WORCESTER – Crossing into North Korea – and seeing a gun pointed at you.
Meeting important figures in a struggling South Africa.
Trying to make up for a missed Mother’s Day Mass.
It’s all in a day’s – or a lifetime’s – ministry if you’re living the “life of Reilly.”
Bishop Daniel P. Reilly, 92, bishop emeritus of the diocese, talked about his days in active ministry shortly before the Celebrate Priesthood! gala.
Celebrate Priesthood! raises money for the care of retired priests of the diocese. This year the seventh annual event will be virtual because of the coronavirus. A regular participant at the gala, where priests and parishioners would reminisce, Bishop Reilly shared memories with The Catholic Free Press instead.
“They asked me to give some retreats to the military – to the chaplains in Alaska and Hawaii” he said of one experience. In Hawaii, “I gave a talk there on the beach. We didn’t go in the water; we went back and had Benediction.”
In South Korea, he spoke to the congress, he said.
“Somebody told me that there was a very interesting spot where South Korea and North Korea come together,” he said. “They have a little house there with a table. On the side that we were on, there were American flags … and six chairs. And on the other side were North Korean flags with six chairs. The North Korean flags were … about seven or eight inches taller than the American flags.”
“Would you like to go into North Korea?” asked the Marine showing him the place. “Just go around the table.”
When Bishop Reilly did so, there was “a banging on the window with a North Korean soldier pointing a gun at me,” from outside. “He just pointed: ‘Get back.’ I wasn’t going to fight him!”
Bishop Reilly also recalled visiting South Africa when the government was “persecuting anyone who wasn’t with them.”
“They were tough on the black people,” he said. “One was a bishop.”
Bishop Reilly met Archbishop Desmond Tutu there, and again years later, when the archbishop spoke at St. John High School in Shrewsbury after helping end apartheid in South Africa.
“A beautiful country like that being so bad in the way they treated the black people,” Bishop Reilly lamented. “But the people had a lot of courage and they kept going at it and finally broke through” to get justice.
“I remember visiting the prison (Nelson Mandela) was in,” which had been made into a museum, he said. He also met Mr. Mandela, who later became president of South Africa.
“You know you’re dealing with very special people who make history,” Bishop Reilly mused. “A lot of the people I was visiting were people who were fighting the government. They introduced me to him. …
Being chairman of the board of Catholic Relief Services enabled Bishop Reilly to travel to several countries.
“CRS is a very important organization … it serves the people in the name of the Church,” he said. “I was very proud to serve with CRS; it’s amazing what it does around the world.”
“I was very fortunate as a bishop … to get to these places and not neglect the diocese (to which he was assigned back in the United States),” Bishop Reilly said. “We had good priests … in the administration, who would carry on the good work that was going on …”
Bishop Reilly also served in a variety of ways his dioceses. He was a priest in the Diocese of Providence from 1953-1975, then became Bishop of Norwich, and, in 1994, Bishop of Worcester. He retired in 2004.
“I really enjoyed my life as a priest,” he said. “I was the bishop’s secretary.” He also filled in at parishes when priests were sick.
When people on Block Island didn’t have Mass one Mother’s Day, they complained, so he asked the bishop if he could celebrate Masses there on weekends, he said.
“Sometimes I would fly over there on Sunday morning, but most of the time I would try to get there on Friday evening,” he said. “I would take the ferry. … I did administration most of my life. I enjoyed parish work.”
Once when he was celebrating a French Mass at a parish, his brother brought his family. Bishop Reilly recalled one of his nieces, who was about 5 years old at the time, piping up during the Mass, “Father Dan, you talk funny.”
As a bishop, he’d celebrate the sacrament of confirmation, sometimes with 65 young people at one parish, he said. Afterwards he’d pose for pictures with the newly confirmed and their parents in the sanctuary, then again downstairs with the whole family.
“Those were the days,” Bishop Reilly mused. “I don’t ever remember feeling tired. I just enjoyed being with the people. … Imagine the numbers we would have in one parish!”
He said he hopes and prays that people will turn to God and the Church in the wake of the coronavirus.
“I’ve got all these people I pray for,” the retired bishop said, looking at pictures of his mother and the popes. “We’re blessed with some great popes, bishops, priests, nuns and great Catholics. … I pray that when this is over … that the Church will grow stronger. … Where would we be without the Church? … All of us are sort of helpless before this virus.”
The virus makes things difficult, but Sister Mary Ann Bartell, a Carmelite Sister of the Eucharist, takes good care of the retired priests, including him, he said.
“As a priest now 67 years, I think of what a marvelous life I have had serving the Lord, serving God’s people,” Bishop Reilly said. “I would do this all over again. I never thought of being anything but a priest.” As a youth, “I was so impressed by the priests and the nuns.”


Task description:
Within the entries below, find every line that has the string "ffffff", then copy it.

Material to process:
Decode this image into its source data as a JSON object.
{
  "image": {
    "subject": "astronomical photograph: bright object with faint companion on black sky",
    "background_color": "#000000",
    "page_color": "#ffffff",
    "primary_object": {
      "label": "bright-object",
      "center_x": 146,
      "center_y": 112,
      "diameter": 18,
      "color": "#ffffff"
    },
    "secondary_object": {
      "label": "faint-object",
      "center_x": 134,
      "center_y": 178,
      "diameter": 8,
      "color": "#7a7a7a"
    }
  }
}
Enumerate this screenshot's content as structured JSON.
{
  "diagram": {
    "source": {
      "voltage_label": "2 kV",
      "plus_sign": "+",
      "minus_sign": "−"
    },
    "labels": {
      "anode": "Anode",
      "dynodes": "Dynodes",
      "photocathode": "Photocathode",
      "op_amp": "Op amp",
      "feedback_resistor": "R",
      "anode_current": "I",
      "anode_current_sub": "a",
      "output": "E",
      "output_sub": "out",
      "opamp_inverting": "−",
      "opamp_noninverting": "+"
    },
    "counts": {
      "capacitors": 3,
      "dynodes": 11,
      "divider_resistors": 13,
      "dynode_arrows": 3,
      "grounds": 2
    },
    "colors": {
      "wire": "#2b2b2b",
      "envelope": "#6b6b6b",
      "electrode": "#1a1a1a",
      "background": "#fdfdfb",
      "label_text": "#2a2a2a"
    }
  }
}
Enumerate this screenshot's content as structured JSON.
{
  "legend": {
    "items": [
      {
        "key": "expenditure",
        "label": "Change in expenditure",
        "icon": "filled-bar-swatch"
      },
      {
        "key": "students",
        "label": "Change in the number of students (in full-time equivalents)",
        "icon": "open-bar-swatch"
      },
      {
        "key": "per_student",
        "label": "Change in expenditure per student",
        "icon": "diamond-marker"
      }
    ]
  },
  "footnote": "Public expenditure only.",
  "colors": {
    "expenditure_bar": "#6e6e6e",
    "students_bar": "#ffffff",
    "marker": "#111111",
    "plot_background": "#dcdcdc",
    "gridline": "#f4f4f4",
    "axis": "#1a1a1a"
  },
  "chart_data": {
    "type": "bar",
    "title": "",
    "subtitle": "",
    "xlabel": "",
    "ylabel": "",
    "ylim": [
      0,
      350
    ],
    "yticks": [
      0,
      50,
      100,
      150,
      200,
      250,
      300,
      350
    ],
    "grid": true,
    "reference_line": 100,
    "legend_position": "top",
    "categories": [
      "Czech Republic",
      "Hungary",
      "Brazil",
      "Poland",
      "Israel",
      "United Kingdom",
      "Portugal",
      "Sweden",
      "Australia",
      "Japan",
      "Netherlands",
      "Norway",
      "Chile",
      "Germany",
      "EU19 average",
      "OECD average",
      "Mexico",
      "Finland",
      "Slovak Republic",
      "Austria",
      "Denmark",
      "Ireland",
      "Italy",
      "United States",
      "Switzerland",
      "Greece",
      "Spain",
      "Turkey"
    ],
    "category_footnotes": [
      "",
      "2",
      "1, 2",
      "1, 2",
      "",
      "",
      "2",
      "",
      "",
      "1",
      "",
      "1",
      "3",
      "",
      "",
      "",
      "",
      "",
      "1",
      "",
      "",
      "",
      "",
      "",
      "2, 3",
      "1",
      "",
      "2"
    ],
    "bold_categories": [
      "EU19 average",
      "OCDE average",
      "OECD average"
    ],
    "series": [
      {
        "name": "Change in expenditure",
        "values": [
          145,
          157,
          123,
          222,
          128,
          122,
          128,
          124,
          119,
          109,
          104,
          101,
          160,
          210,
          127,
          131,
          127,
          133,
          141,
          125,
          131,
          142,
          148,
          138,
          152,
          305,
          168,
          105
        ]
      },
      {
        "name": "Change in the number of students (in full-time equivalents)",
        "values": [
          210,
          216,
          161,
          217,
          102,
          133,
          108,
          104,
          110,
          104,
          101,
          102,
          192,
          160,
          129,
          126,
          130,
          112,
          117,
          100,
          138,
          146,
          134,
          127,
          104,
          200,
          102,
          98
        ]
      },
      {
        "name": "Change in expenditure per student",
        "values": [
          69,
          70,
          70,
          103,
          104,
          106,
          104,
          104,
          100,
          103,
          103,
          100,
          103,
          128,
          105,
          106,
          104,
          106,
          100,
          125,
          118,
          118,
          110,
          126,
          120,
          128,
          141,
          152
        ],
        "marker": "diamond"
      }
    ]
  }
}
* * *
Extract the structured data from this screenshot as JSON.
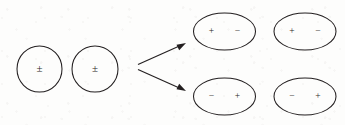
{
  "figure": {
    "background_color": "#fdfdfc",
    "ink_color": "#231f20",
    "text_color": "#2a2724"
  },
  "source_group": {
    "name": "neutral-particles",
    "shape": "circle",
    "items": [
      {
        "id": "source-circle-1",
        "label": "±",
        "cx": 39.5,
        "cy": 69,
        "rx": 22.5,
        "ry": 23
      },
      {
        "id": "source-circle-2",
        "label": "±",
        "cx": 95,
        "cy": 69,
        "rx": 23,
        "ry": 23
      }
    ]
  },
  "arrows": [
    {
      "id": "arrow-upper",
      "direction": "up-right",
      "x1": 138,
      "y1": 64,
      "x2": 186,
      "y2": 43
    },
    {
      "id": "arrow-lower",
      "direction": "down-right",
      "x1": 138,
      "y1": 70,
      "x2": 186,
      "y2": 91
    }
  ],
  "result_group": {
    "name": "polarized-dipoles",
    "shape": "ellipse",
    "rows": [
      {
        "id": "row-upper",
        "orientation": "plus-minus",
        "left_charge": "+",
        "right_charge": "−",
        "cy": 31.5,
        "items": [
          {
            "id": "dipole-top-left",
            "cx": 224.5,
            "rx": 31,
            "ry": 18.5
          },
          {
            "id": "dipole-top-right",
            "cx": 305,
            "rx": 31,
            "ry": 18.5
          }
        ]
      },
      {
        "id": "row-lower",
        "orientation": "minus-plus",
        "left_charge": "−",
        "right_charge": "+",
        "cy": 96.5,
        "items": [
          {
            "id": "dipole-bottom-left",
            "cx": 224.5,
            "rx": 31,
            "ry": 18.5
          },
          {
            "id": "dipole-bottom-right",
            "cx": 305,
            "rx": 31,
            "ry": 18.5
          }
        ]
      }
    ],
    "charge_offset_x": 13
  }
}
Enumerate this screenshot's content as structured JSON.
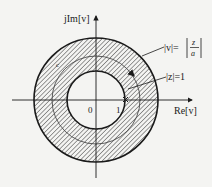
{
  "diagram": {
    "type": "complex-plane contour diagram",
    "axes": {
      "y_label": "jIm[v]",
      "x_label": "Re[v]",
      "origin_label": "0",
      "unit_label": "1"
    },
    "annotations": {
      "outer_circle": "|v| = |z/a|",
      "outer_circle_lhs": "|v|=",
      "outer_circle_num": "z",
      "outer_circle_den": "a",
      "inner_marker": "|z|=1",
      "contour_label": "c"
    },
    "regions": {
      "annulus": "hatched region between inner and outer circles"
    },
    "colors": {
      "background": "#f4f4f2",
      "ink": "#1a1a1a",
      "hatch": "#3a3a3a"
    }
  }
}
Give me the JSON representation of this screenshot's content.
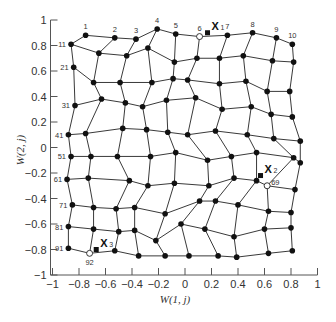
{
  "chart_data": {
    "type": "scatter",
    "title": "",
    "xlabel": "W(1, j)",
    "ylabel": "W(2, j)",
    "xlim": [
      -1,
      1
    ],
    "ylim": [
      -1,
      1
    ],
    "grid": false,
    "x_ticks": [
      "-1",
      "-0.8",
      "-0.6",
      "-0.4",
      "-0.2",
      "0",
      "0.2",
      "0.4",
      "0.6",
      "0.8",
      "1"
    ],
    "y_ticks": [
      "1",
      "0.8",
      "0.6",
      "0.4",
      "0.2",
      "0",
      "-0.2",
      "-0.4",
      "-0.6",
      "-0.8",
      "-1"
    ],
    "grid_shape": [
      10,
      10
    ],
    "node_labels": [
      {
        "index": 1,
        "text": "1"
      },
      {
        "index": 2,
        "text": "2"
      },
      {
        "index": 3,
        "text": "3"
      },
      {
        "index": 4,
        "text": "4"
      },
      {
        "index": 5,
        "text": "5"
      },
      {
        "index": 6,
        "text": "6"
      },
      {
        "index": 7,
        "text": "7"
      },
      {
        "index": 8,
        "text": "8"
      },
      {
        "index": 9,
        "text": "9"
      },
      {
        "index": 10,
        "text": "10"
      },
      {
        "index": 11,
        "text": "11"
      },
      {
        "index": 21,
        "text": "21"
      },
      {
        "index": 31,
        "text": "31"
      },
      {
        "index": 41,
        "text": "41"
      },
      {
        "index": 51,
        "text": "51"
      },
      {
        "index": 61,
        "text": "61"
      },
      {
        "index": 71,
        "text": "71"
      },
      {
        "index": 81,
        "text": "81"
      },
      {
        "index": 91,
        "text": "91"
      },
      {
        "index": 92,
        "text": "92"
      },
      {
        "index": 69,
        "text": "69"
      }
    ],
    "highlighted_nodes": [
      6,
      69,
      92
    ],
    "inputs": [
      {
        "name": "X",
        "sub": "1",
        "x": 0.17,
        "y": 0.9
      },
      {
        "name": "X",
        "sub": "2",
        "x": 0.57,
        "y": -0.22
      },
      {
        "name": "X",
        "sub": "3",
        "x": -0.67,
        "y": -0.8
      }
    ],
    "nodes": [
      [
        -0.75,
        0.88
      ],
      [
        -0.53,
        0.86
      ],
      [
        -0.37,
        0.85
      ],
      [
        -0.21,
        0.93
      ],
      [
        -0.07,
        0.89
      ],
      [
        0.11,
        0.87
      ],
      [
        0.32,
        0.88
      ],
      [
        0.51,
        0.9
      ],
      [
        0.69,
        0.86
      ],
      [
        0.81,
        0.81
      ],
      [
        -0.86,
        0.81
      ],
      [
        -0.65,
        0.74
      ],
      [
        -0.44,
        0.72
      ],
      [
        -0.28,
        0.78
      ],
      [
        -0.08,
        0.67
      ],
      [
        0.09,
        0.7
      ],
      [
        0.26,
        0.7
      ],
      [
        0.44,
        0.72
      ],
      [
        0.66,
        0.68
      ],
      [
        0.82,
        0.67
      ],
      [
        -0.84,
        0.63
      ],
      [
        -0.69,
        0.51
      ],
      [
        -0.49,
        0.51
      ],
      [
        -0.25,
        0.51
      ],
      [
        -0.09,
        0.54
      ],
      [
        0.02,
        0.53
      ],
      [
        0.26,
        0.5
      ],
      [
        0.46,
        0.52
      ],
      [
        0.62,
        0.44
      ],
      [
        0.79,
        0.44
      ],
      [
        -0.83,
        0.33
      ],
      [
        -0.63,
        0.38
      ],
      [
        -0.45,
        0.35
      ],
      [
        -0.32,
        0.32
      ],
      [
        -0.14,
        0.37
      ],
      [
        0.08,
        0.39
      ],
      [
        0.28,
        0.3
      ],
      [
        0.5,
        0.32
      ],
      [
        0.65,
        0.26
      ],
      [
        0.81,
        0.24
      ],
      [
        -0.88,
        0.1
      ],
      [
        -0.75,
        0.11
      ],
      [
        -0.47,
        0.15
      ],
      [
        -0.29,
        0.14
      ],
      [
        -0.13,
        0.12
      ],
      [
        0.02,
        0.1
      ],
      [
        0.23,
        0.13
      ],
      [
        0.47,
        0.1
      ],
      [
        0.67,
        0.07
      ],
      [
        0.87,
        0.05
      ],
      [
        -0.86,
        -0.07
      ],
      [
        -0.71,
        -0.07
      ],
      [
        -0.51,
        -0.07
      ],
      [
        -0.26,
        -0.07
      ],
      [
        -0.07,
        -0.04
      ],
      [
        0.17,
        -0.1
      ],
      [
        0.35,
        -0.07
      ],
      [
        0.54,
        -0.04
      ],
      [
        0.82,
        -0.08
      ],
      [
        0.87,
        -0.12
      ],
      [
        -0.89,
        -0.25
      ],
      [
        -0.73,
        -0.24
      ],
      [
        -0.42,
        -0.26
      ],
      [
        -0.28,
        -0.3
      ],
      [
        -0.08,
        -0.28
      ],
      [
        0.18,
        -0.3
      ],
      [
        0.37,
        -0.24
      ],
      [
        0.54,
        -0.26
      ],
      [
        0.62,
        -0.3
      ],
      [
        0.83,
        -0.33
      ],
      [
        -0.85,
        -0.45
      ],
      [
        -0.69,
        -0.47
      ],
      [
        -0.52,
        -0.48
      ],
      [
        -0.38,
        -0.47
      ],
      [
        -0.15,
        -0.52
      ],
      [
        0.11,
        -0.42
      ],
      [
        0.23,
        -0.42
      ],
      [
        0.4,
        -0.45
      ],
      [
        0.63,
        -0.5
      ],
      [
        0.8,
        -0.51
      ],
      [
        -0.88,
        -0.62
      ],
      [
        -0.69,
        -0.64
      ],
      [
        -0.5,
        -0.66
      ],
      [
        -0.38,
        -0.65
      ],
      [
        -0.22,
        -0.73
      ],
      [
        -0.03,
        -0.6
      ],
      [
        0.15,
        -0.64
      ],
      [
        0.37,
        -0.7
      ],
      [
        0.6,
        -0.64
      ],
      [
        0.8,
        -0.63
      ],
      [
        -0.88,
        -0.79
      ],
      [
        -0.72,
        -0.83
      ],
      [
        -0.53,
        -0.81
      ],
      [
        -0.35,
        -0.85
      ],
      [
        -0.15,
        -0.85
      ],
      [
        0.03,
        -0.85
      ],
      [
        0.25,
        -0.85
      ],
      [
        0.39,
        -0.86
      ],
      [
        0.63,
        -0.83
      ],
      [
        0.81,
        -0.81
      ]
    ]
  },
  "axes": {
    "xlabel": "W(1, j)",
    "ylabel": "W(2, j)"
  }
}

Task answer:
    "page_color": "#ffffff",
      "color": "#ffffff"
    "students_bar": "#ffffff",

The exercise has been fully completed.